Would you print, word for word, only the lines running from the line with "Identify the location" to the last line of the entries, without the pictures?

[Saved data entries]
◆ ◆ ◆
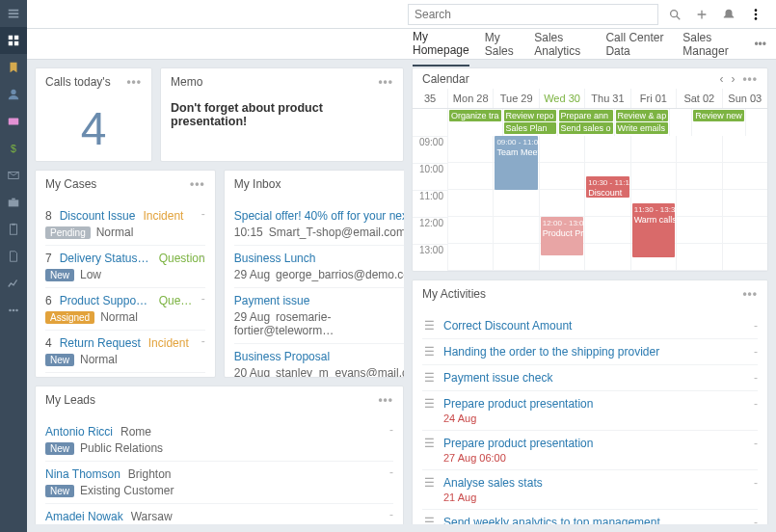  What do you see at coordinates (13, 283) in the screenshot?
I see `chart-icon` at bounding box center [13, 283].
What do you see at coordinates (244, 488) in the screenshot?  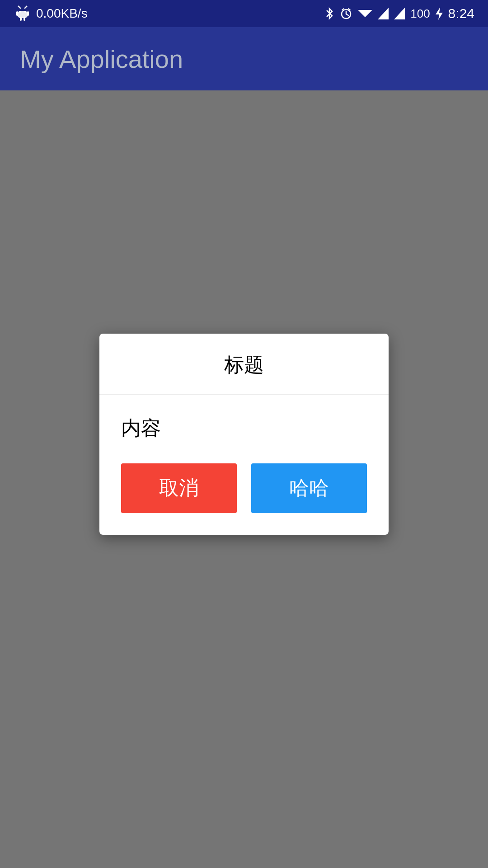 I see `dialog-buttons: 取消 哈哈` at bounding box center [244, 488].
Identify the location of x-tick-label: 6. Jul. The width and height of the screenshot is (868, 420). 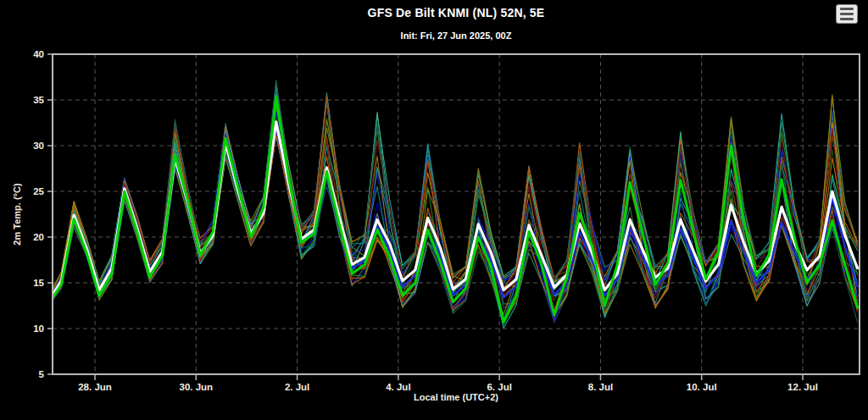
(498, 387).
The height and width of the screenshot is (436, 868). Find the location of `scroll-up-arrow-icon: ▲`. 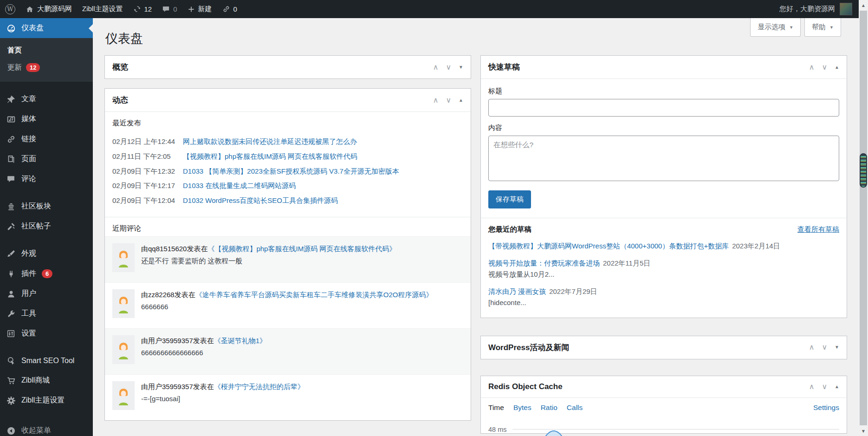

scroll-up-arrow-icon: ▲ is located at coordinates (863, 5).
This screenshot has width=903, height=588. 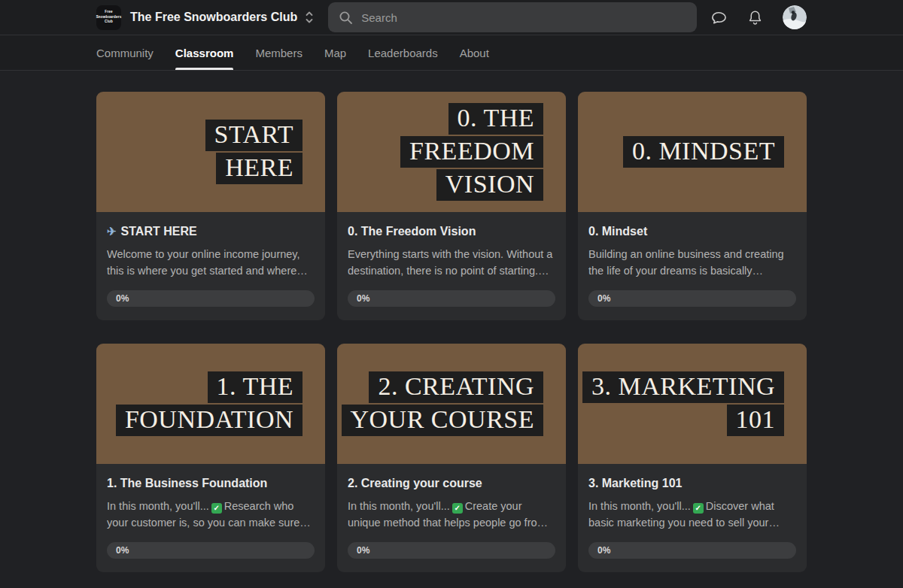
◆ ◆ ◆
◆ OUTPUT
Identify the location of x-tick-label: 6. Jul. The width and height of the screenshot is (868, 420). 
(498, 387).
The height and width of the screenshot is (436, 868). Find the location of `scroll-up-arrow-icon: ▲`. 

scroll-up-arrow-icon: ▲ is located at coordinates (863, 5).
This screenshot has width=903, height=588. 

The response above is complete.